I'm Sick of Reading About AI
A frustrated developer's rant about AI hype, from executives who believe AGI is imminent to colleagues who claim to be 10x engineers thanks to prompt engineering, and the conformist culture that makes it impossible to push back.
More than AI itself, what infuriates me are the AI company executives who puff out their chests and insist that AGI is just around the corner, that any minute now they'll replace all programmers, support staff, and other useless consumers of money whose pseudo-intellectual labor obviously boils down to generating text. The nerve of these people, posturing as if they're solving problems on the scale of all humanity! When in reality, the only problem they've ever solved is lining their own pockets.
More than the executives, the only thing that infuriates me more are colleagues who puff out their chests and say they've mastered the art of prompting, and now they're 10x programmers because instead of doing tasks themselves, they spin up half a dozen agents that write code better than they can.
First of all, guys — if agents truly write code better than you, I have bad news. You've fundamentally botched your education and professional development somewhere along the way. I haven't heard a single colleague I'd consider a strong developer say that AI writes code better than they do.
They all say roughly the same thing: sure, it simplifies certain things a lot, it's an excellent tool for intellectual copy-paste when there's a pattern that needs to be repeated with small, clearly defined differences; yes, it's a good tool for code that doesn't need to be maintained — like internal tools that can be thrown away and rewritten in a single session if they break. All true.
But for tasks that require even a bit of actual thinking — it's faster to write it yourself than to mess around with prompting and go in circles of "Yes, you're right!

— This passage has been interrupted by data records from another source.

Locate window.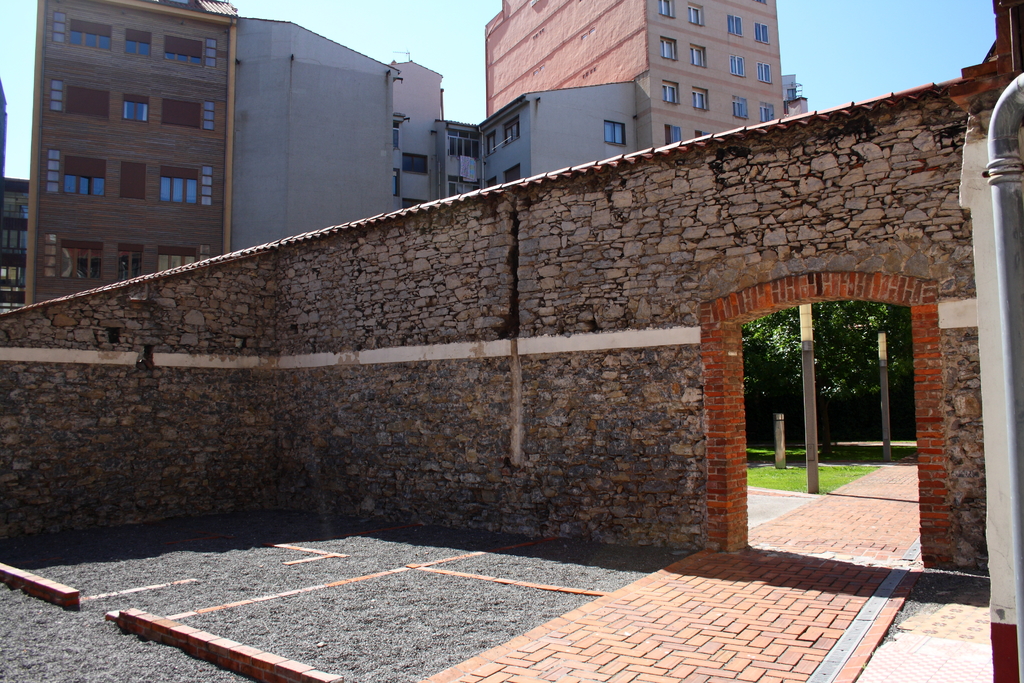
Bounding box: bbox=(118, 241, 142, 278).
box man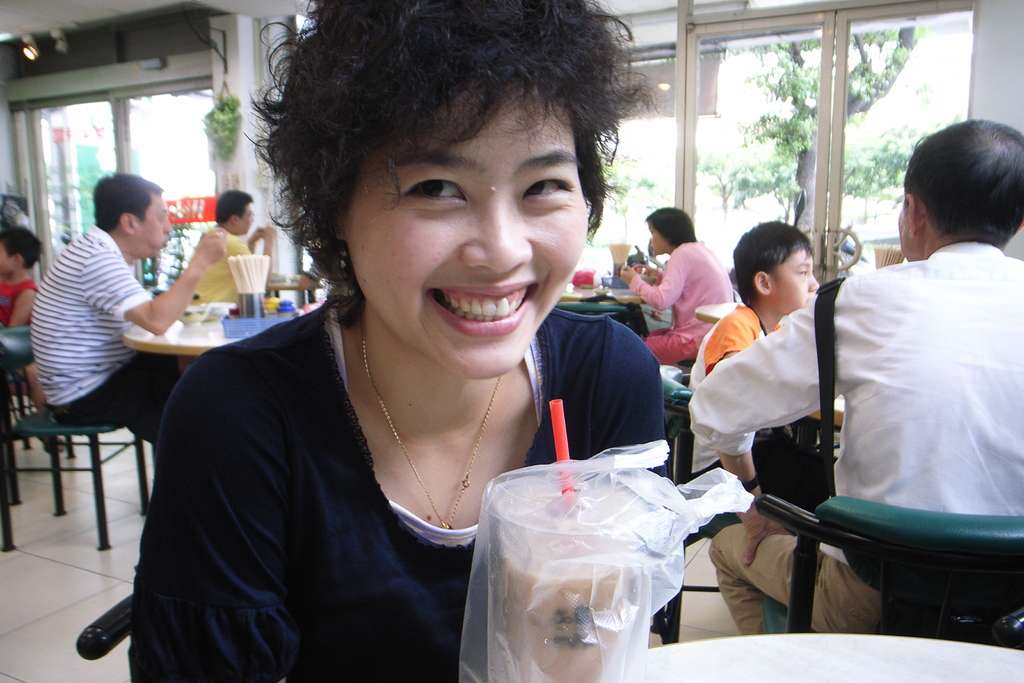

I'll do exactly what you said" — while simultaneously breaking three other things in the process.
In short, these goofballs who slap the "AI enthusiast" label on themselves and organize company meetings to talk about how to write rules in an md file or some other nonsense like spec-driven development — they're insufferable beyond measure. They generate kilotons of mediocre code that the real workers, who haven't yet lost the ability to build a mental model of the project in their heads, will have to clean up later.
More than these clowns, the only thing worse are managers who understand absolutely nothing but are convinced that an agent is like a junior programmer. No, it's not! A junior, if they're not an idiot, will eventually become a senior, and even as a junior, they can ask a senior a question when something is unclear. AI can only say "Absolutely, you're right!" — and stir up an even bigger mess.

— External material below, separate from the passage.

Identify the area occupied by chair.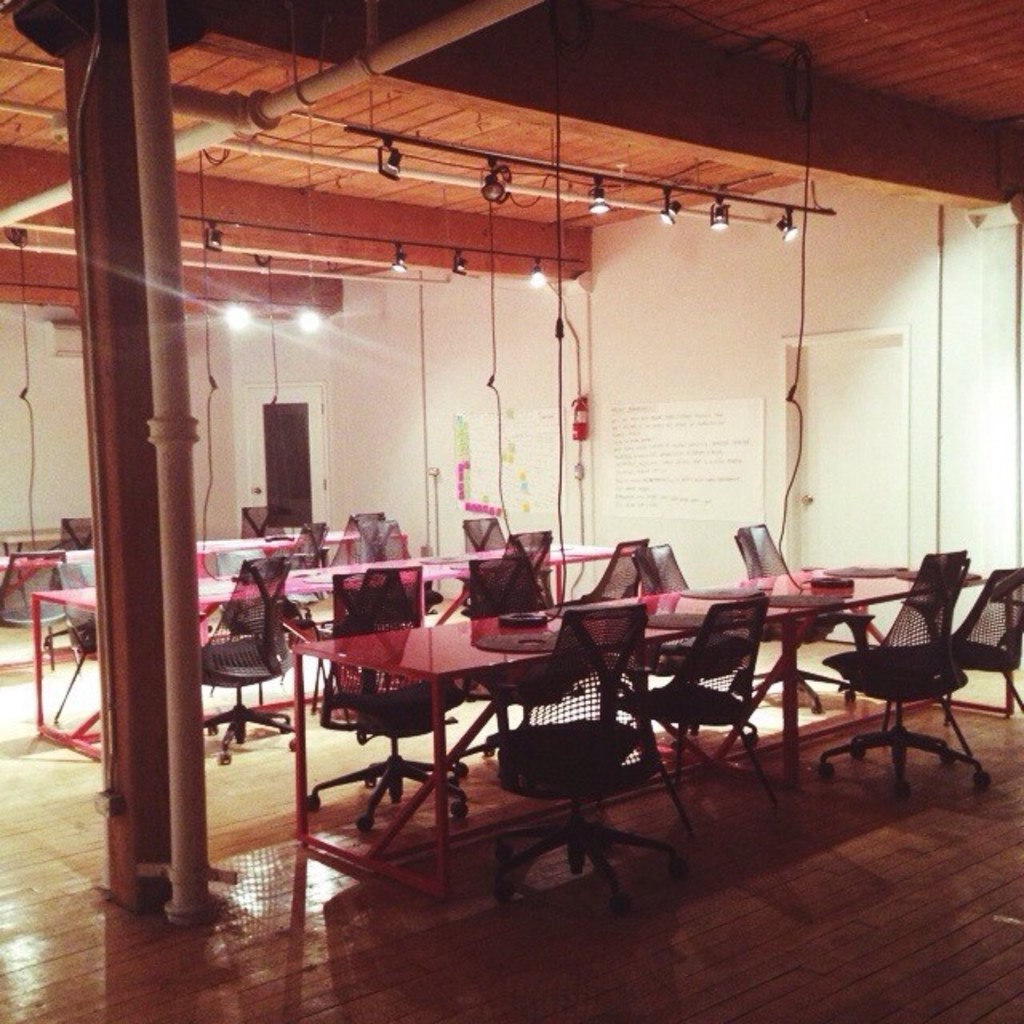
Area: detection(491, 603, 685, 917).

Managers want everyone to use AI ("because it's like the internet, it's here to stay") because nobody wants to be the one who goes against party policy. This isn't even about managers specifically — they're always the most rabid conformists, otherwise they don't last long. Nobody dares have their own opinion, let alone speak up about the possibility that maybe this AI of yours isn't all that great. And tasks aren't getting solved that much faster, and quality is somehow declining, and fixes take longer (remember the bit about abandoning mental model building in hopes that AI will hold it for us).
Try being a manager in a company where the executives have AI noodles hanging from their ears and say something against AI — you'll be immediately subjected to ostracism.
The executives who bought into AI are infuriating too. These summer children are convinced that any day now they'll toss half the staff (or maybe three-quarters) out into the cold, and AI will do everything while the "meat" people orchestrate it. The salary savings — incredible! Think of the bonuses they can pocket. And that's exactly what's happening (and already has!). People out the door — bonus in the pocket, everything goes south — hire people again, but only ones who use AI, because why else are we paying so much in AI provider credits?
Government officials are infuriating too: they've had the same AI noodles hung on their ears about how we're on the verge of AGI, and whoever finds it first will leave everyone in the dust, and the economy will bloom and smell wonderful (swamps also bloom and smell, by the way, not just flowers). Because of this, heaps of honest workers' tax money get dumped into building data centers nobody needs, while the officials themselves think they're competing on something even bigger than the first Moon landing, when in reality the competition is about who can burn more taxpayer money to enrich the schemers of existing Big Tech (and themselves, naturally).
There won't be a conclusion. The conclusion is that most people don't understand a damn thing about anything, they just pretend. Some are inflating the bubble, signing contracts in circles with each other; others are puffing out their chests and writing nonsense on the internet, especially on LinkedIn — that place is such a breeding ground of self-congratulatory cringe it makes you sick; the third group listens to the first two, does stupid things themselves and forces others to do the same, ruins their own products. It's bleak, all around.